We gotta stop looking at these numbers or we’re gonna end up at Hussong’s ourselves. Besides, we have to hang in there for the really bad news.

The Giants were being no-hit into the seventh by Edwin Jackson. You don’t remember Jackson from the first three Giants-Padres series? Perhaps that’s because he was in Florida, and least until he wasn’t in Florida because the Marlins cut in him in early June. This was his first start with the Padres, having just been recalled from Pigsknuckle or wherever the Padres play AAA ball due to the trade of Drew Pomeranz to Boston. We’d have rather seen Pomeranz.

Jackson held San Francisco hitless, then opened the door wide enough for the Giants first hit to make a game of it until the bullpen coughed up any momentum while the Giants bats continued their slumber.

Cueto (13-2) lost for the first time since April 21, allowing solo homers in the fourth to Matt Kemp and Christian Betancourt, with Betancourt’s finding the second deck in left. At that point the damage wasn’t bad but the Giants weren’t doing anything to help themselves offensively. A leadoff walk in the first and an error and walk to open the second gave the Giants opportunity, but they let Jackson off the hook.

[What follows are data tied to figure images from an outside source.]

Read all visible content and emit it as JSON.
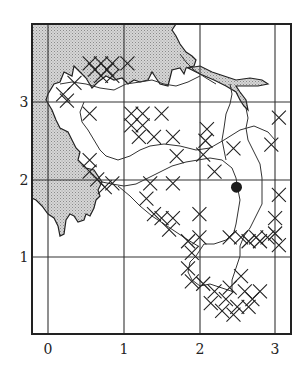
{
  "map": {
    "type": "grid distribution map",
    "x_ticks": [
      "0",
      "1",
      "2",
      "3"
    ],
    "y_ticks": [
      "1",
      "2",
      "3"
    ],
    "legend": [],
    "marker_symbol": "cross (x)",
    "point_marker": "filled black circle",
    "point_location": {
      "x": 2.49,
      "y": 1.9
    },
    "shaded_region": "stippled grey area (sea/water) top-left and along left edge",
    "colors": {
      "ink": "#222222",
      "stipple": "#c8c8c8",
      "background": "#ffffff"
    }
  },
  "chart_data": {
    "type": "scatter",
    "title": "",
    "xlabel": "",
    "ylabel": "",
    "xlim": [
      -0.2,
      3.2
    ],
    "ylim": [
      0,
      3.7
    ],
    "grid": true,
    "x_tick_labels": [
      "0",
      "1",
      "2",
      "3"
    ],
    "y_tick_labels": [
      "1",
      "2",
      "3"
    ],
    "series": [
      {
        "name": "cross markers",
        "marker": "x",
        "points": [
          [
            0.55,
            3.5
          ],
          [
            0.7,
            3.5
          ],
          [
            0.85,
            3.5
          ],
          [
            0.62,
            3.42
          ],
          [
            0.78,
            3.42
          ],
          [
            0.7,
            3.34
          ],
          [
            0.85,
            3.34
          ],
          [
            1.05,
            3.5
          ],
          [
            0.35,
            3.25
          ],
          [
            0.2,
            3.1
          ],
          [
            0.25,
            3.02
          ],
          [
            0.55,
            2.85
          ],
          [
            1.1,
            2.85
          ],
          [
            1.25,
            2.85
          ],
          [
            1.5,
            2.85
          ],
          [
            1.1,
            2.7
          ],
          [
            1.25,
            2.7
          ],
          [
            1.2,
            2.55
          ],
          [
            1.4,
            2.55
          ],
          [
            1.65,
            2.55
          ],
          [
            1.7,
            2.3
          ],
          [
            0.55,
            2.25
          ],
          [
            0.55,
            2.1
          ],
          [
            0.65,
            2.0
          ],
          [
            0.75,
            1.9
          ],
          [
            0.85,
            1.95
          ],
          [
            1.35,
            1.95
          ],
          [
            1.65,
            1.95
          ],
          [
            1.3,
            1.75
          ],
          [
            1.4,
            1.55
          ],
          [
            1.5,
            1.5
          ],
          [
            1.65,
            1.5
          ],
          [
            1.6,
            1.35
          ],
          [
            2.1,
            2.65
          ],
          [
            2.08,
            2.5
          ],
          [
            2.05,
            2.32
          ],
          [
            2.45,
            2.4
          ],
          [
            2.95,
            2.45
          ],
          [
            3.05,
            2.8
          ],
          [
            2.2,
            2.1
          ],
          [
            2.0,
            1.55
          ],
          [
            2.0,
            1.25
          ],
          [
            3.0,
            1.5
          ],
          [
            3.05,
            1.8
          ],
          [
            2.4,
            1.25
          ],
          [
            2.55,
            1.25
          ],
          [
            2.75,
            1.25
          ],
          [
            2.9,
            1.25
          ],
          [
            2.65,
            1.2
          ],
          [
            2.8,
            1.2
          ],
          [
            3.0,
            1.3
          ],
          [
            3.05,
            1.15
          ],
          [
            1.85,
            1.2
          ],
          [
            1.9,
            1.05
          ],
          [
            1.85,
            0.85
          ],
          [
            1.9,
            0.68
          ],
          [
            2.05,
            0.65
          ],
          [
            2.2,
            0.55
          ],
          [
            2.35,
            0.45
          ],
          [
            2.5,
            0.35
          ],
          [
            2.65,
            0.35
          ],
          [
            2.4,
            0.6
          ],
          [
            2.6,
            0.55
          ],
          [
            2.8,
            0.55
          ],
          [
            2.7,
            0.45
          ],
          [
            2.55,
            0.75
          ],
          [
            2.15,
            0.4
          ],
          [
            2.3,
            0.3
          ],
          [
            2.45,
            0.25
          ]
        ]
      },
      {
        "name": "site",
        "marker": "filled circle",
        "points": [
          [
            2.49,
            1.9
          ]
        ]
      }
    ]
  }
}
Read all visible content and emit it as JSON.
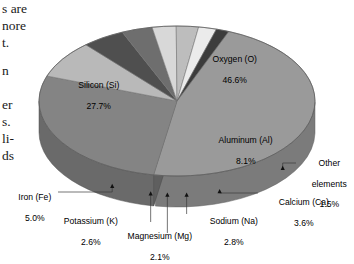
{
  "page": {
    "background": "#ffffff",
    "body_text_fragments": "s are\nnore\nt.\n\nn\n\ner\ns.\nli-\nds"
  },
  "chart_data": {
    "type": "pie",
    "title": "",
    "subtitle": "",
    "xlabel": "",
    "ylabel": "",
    "legend_position": "callout-labels",
    "grid": false,
    "three_d": true,
    "units": "percent",
    "categories": [
      "Oxygen (O)",
      "Silicon (Si)",
      "Aluminum (Al)",
      "Iron (Fe)",
      "Calcium (Ca)",
      "Sodium (Na)",
      "Potassium (K)",
      "Magnesium (Mg)",
      "Other elements"
    ],
    "values": [
      46.6,
      27.7,
      8.1,
      5.0,
      3.6,
      2.8,
      2.6,
      2.1,
      1.5
    ],
    "labels": [
      {
        "name": "Oxygen (O)",
        "value": "46.6%",
        "placement": "inside"
      },
      {
        "name": "Silicon (Si)",
        "value": "27.7%",
        "placement": "inside"
      },
      {
        "name": "Aluminum (Al)",
        "value": "8.1%",
        "placement": "inside"
      },
      {
        "name": "Iron (Fe)",
        "value": "5.0%",
        "placement": "callout-left"
      },
      {
        "name": "Potassium (K)",
        "value": "2.6%",
        "placement": "callout-bottom"
      },
      {
        "name": "Magnesium (Mg)",
        "value": "2.1%",
        "placement": "callout-bottom"
      },
      {
        "name": "Sodium (Na)",
        "value": "2.8%",
        "placement": "callout-bottom"
      },
      {
        "name": "Calcium (Ca)",
        "value": "3.6%",
        "placement": "callout-right"
      },
      {
        "name": "Other elements",
        "value": "1.5%",
        "placement": "callout-right"
      }
    ],
    "colors": [
      "#9a9a9a",
      "#848484",
      "#b9b9b9",
      "#4f4f4f",
      "#6e6e6e",
      "#d8d8d8",
      "#bdbdbd",
      "#ebebeb",
      "#3c3c3c"
    ]
  },
  "labels": {
    "oxygen": {
      "name": "Oxygen (O)",
      "value": "46.6%"
    },
    "silicon": {
      "name": "Silicon (Si)",
      "value": "27.7%"
    },
    "aluminum": {
      "name": "Aluminum (Al)",
      "value": "8.1%"
    },
    "other": {
      "name": "Other",
      "name2": "elements",
      "value": "1.5%"
    },
    "calcium": {
      "name": "Calcium (Ca)",
      "value": "3.6%"
    },
    "sodium": {
      "name": "Sodium (Na)",
      "value": "2.8%"
    },
    "magnesium": {
      "name": "Magnesium (Mg)",
      "value": "2.1%"
    },
    "potassium": {
      "name": "Potassium (K)",
      "value": "2.6%"
    },
    "iron": {
      "name": "Iron (Fe)",
      "value": "5.0%"
    }
  },
  "marginal_text": {
    "l1": "s are",
    "l2": "nore",
    "l3": "t.",
    "l4": "n",
    "l5": "er",
    "l6": "s.",
    "l7": "li-",
    "l8": "ds"
  }
}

Despite the lingering effects of a virus, Cueto pitched into the sixth but allowed a leadoff walk to Alex Dickerson and a single to Bethancourt before giving way to George Kontos. Handing the ball to the Giants pen is the kind of stuff that gives us night sweats, and Kontos showed why. Ryan Schimpf stroked an RBI single and Jackson (yes, the pitcher) followed two batters later with another RBI hit. The book shows Cueto charged with four runs (thanks, George) on six hits in five-plus innings. He struck out four and walked three.

Despite an afternoon of ineptitude, the Giants still had a shot.  Jackson mishandled Gregor Blanco's one-out grounder in the seventh for an error and then walked Ramiro Pena. Rally for free, right? Conor Gillaspie was sent to pinch hit for Kontos, and he lined the first San Francisco hit of the game deep into the right field seats to suddenly make it a 4-3 game. Yay, momentum changer!

In line to be the next nemesis? That's getting to be a long line. (AP Photo)
After that, crickets. Yangervis Solarte homered in the eighth off Hunter Strickland, because, well because Solarte eats high fastballs for breakfast and that’s all Strickland seems able to throw. The next time he throws something with movement, look for copious amounts of Gaylord Perry’s secret sauce somewhere on his person. You look. We don’t have gloves.

Pena’s single to open the ninth was the only other Giants hit. For comparison, Jackson himself clubbed two singles and drove in a run. He also reached on a fielding error by Brandon Crawford.

Jackson walked five, struck out four and threw 90 pitches. Thanks to the Gillaspie homer, San Diego remains the only franchise without a no-hitter, having played 7,582 games since their arrival 1969 without putting up a full-game goose egg.

Let’s look for the silver lining. The Dodgers lost, spotting Arizona a 6-0 lead only to see a furious rally come up short. That kept the gap between the Giants (now 57-36) and the Blue Meanies from Hollywood at 5 ½ games.  LA has split its last 10 but the Giants haven’t taken advantage, going just 6-4 over that span while being victimized by San Diego’s first sweep of 2016.

The Giants are off on Monday, like they handn't been since last week anyway. A quick two-gamer in Boston starts Tuesday with the Orange and Black looking for Jake Peavy (5-7, 5.09 ERA) to stop the bleeding in his return to Boston; he won a World Series ring there in 2013. The BoSox are set to throw Rick Porcello (11-2, 3.66 ERA), who is 8-0 at home.

It will be the Giants first trip to Fenway since 2007. The Giants got swept in that series. Let’s hope history doesn’t repeat.